Significant concessions have been won: Over 80% of Ryanair’s cabin crew and pilot communities now have union recognition agreements and more than half have won some form of collective bargaining agreement or compliance with local laws. It’s a major departure from Ryanair’s insistence that workers had to accept Irish employment contracts, governed under Irish law without any input on their conditions or remuneration.
But it hasn’t all been plain sailing. Old habits are hard to break and Ryanair has been accused of using “union busting” techniques to get its way. In the last month, Ryanair lost a court battle to sack cabin crew and pilots at a base in Eindhoven – critics claimed the airline sacked the crew because they threatened strike action.
Elsewhere, Polish cabin crew are fighting the airline over its insistence that they sign self-employment contracts. A technique that has been likened to “social dumping” and one that has bee criticised by the European Commission.
There’s also much concern that despite the airline’s outspoken chief executive Michael O’Leary taking on a new role from the day-to-day running of Ryanair, it still isn’t doing enough to overhaul its business practices to improve relations with employees.
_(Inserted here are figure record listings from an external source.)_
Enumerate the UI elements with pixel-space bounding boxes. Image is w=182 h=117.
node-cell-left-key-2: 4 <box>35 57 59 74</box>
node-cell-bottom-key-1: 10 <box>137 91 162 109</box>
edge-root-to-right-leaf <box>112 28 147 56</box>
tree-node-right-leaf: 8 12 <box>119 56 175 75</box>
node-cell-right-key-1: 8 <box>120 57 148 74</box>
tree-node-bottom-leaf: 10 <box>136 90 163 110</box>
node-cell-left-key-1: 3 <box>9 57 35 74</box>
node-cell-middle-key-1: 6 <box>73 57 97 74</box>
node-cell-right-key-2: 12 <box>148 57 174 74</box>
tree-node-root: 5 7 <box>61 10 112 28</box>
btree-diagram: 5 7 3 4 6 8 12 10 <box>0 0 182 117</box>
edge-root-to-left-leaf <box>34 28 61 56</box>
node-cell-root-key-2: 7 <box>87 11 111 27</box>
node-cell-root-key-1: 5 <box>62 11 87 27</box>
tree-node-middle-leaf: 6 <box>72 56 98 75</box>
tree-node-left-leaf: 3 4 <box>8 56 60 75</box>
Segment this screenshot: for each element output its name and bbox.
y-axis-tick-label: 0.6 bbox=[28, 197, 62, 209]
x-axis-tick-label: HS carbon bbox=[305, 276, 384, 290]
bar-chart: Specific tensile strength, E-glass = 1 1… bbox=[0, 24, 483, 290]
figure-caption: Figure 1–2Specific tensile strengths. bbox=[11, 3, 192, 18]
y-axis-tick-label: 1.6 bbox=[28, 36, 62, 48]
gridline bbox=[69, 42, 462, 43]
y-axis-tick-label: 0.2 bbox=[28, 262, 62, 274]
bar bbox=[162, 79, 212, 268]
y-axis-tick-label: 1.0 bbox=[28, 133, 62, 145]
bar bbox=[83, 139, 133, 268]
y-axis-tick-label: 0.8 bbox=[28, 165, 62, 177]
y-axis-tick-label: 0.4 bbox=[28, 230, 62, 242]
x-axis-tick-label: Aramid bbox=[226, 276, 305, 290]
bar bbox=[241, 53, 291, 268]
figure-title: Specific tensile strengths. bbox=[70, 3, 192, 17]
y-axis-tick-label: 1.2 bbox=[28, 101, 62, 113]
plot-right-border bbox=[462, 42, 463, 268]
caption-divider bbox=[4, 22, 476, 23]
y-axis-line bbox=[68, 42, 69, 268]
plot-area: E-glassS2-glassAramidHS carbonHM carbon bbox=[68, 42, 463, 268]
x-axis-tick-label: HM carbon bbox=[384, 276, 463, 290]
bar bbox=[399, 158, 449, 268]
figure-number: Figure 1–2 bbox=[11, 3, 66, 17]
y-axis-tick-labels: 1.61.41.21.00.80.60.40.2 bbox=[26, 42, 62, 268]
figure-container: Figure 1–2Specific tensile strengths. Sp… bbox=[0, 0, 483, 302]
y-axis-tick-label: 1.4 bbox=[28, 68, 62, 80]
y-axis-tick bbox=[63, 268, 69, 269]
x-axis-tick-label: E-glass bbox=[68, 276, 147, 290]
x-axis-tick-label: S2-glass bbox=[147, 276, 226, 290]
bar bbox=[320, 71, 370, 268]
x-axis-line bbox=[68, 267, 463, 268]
Unions say Ryanair needs a new management team that can deal with unions rather than an old guard who have always fought unionisation.
“There’s no doubt that progress has been made at Ryanair since the first strikes last year, but we shouldn’t underplay the immense work left to do,” explains Stephen Cotton, general secretary of the ITF.
“Despite the company’s announcement in 2017 that it would recognise unions, over two-thirds of the workforce have yet to feel the positive effects of proper collective bargaining,” he continued.
“Meanwhile, the airline seems intent on pursuing its traditional union-busting strategies where it thinks it can get away with poor practice.”
Meanwhile, Ryanair was recently named as one of Europe’s Top Ten polluters – While the fact Ryanair made the list is more testament to how massive the airline has become, unions and environmentalists are demanding the airline do more to improve its impact on the environment.
Ryanair claims its “Europe’s cleanest and greenest airline.”
Mateusz Maszczynski honed his skills as an international flight attendant at the most prominent airline in the Middle East and has been flying ever since... most recently for a well known European airline. Matt is passionate about the aviation industry and has become an expert in passenger experience and human-centric stories. Always keeping an ear close to the ground, Matt's industry insights, analysis and news coverage is frequently relied upon by some of the biggest names in journalism.